The law is very clear that employers who wish to use the H-2A or H-2B “guestworker” programs, which allows US employers to import foreign workers to perform jobs in agriculture and other low-skilled industries on a temporary basis, must first recruit US workers to fill those job vacancies. Employers are only allowed to import foreign workers after they have shown that there are no US workers able and available to do the work. However, this new investigative report from BuzzFeed News reveals that employers who regularly rely on H-2A and H-2B visa workers have figured out how to avoid hiring US workers and how to make sure that the few US workers who get through do not last very long.
This preference for visa workers should come as no surprise to some of you. We have talked about the problems with the “guestworker” programs here several times over the last few years – chronicling the lengthy struggle in the H-2B program to increase the required wages and improve the regulations protecting both US and foreign workers, explaining the negative economic impacts of the programs, and sharing examples of how employers abuse the programs and the workers involved for personal gain (here and here). The sad truth is that employers prefer visa workers because their fragile legal status (they are only legally allowed to be in the US while they are employed by the employe who petitioned for their visas) makes them much more willing to put up with low pay and poor working conditions. But despite the well documented problems with the program and the fact that thousands of North Carolinians are still unemployed, Senator Tillis introduced a bill about a month ago that would make it even easier for employers to get H-2B workers instead of hiring local workers.
Every year, thousands of U.S. companies use special visas to bring in foreign guest workers. Many of those workers get ripped off, while the Americans who are supposed to get first crack at those jobs get nothing.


Problem to work on: Going line by line through the records below, count those with the word "natural" and give only the count.

Available data:
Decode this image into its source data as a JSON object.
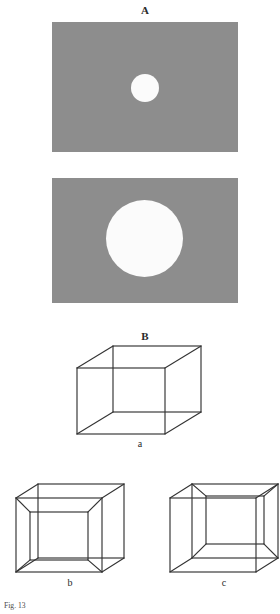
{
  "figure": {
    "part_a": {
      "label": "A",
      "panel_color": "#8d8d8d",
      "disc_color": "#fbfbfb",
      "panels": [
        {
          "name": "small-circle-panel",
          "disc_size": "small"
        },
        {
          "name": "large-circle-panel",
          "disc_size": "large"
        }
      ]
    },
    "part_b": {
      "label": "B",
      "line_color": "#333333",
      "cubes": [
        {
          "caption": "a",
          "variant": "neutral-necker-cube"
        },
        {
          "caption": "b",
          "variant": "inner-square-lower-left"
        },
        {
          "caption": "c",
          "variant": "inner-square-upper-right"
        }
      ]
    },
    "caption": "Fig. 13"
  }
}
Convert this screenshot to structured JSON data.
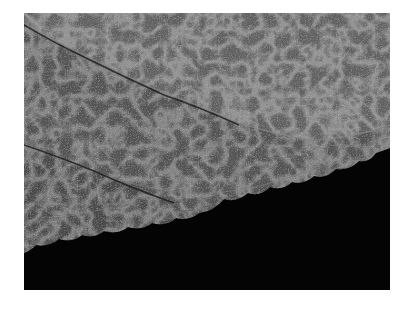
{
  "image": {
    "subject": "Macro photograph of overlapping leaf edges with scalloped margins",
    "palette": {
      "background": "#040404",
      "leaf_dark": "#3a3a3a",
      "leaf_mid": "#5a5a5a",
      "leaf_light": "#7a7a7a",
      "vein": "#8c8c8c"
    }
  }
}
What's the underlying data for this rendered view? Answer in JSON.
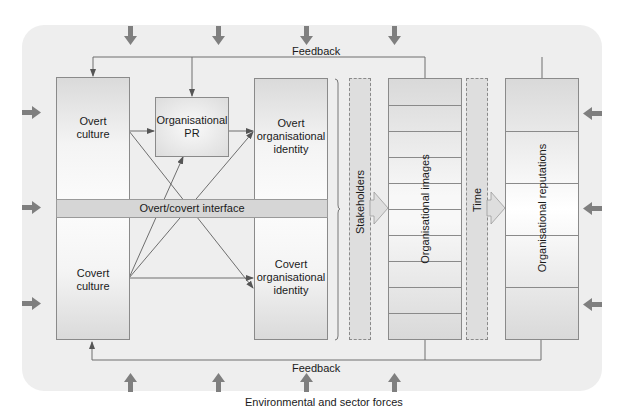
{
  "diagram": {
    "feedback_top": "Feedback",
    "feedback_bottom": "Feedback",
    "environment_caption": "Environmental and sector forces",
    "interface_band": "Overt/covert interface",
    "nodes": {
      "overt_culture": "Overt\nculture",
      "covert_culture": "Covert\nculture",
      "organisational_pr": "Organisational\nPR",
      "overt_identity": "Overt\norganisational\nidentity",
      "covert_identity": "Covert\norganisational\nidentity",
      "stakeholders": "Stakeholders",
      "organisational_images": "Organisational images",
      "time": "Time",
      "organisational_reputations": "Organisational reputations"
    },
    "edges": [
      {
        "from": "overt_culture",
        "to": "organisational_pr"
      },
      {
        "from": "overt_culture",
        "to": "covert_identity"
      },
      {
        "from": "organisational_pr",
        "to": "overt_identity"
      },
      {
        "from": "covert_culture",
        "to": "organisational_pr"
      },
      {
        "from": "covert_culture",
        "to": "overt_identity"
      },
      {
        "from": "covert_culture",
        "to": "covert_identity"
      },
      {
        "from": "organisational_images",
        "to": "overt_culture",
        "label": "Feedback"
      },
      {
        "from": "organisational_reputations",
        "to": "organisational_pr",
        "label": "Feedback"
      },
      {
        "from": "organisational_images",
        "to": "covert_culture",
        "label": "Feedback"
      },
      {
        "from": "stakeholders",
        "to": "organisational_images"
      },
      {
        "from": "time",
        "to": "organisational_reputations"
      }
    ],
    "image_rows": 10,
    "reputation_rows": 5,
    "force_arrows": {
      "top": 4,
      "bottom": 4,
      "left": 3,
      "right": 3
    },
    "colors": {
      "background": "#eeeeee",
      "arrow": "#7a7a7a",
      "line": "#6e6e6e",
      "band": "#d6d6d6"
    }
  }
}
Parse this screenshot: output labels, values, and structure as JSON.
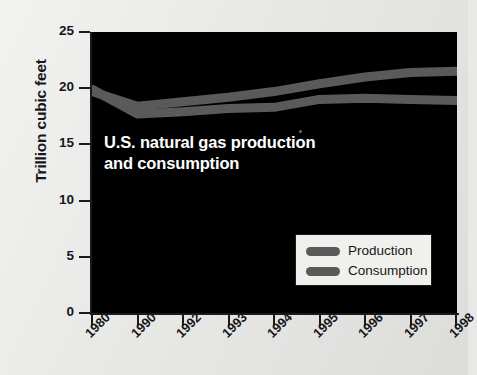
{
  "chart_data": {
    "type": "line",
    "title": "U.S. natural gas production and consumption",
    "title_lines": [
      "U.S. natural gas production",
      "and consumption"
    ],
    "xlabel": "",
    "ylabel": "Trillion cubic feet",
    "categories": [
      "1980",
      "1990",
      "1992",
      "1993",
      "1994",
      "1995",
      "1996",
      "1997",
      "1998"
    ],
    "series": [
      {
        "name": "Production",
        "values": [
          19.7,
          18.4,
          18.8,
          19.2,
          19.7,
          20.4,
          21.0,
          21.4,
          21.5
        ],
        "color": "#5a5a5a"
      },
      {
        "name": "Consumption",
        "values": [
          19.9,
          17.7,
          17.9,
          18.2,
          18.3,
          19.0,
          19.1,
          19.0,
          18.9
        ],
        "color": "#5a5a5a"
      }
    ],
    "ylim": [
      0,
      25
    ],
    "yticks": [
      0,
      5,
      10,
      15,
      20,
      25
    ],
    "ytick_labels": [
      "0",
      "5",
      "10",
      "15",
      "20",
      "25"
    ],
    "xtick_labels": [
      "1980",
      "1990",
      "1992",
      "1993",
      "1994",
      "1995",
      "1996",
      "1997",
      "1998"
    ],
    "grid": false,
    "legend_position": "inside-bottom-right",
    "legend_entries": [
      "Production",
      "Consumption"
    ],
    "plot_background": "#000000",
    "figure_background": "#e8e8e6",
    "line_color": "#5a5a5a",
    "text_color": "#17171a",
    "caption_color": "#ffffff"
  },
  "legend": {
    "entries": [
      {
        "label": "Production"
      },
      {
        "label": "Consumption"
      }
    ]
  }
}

Output for this task: 2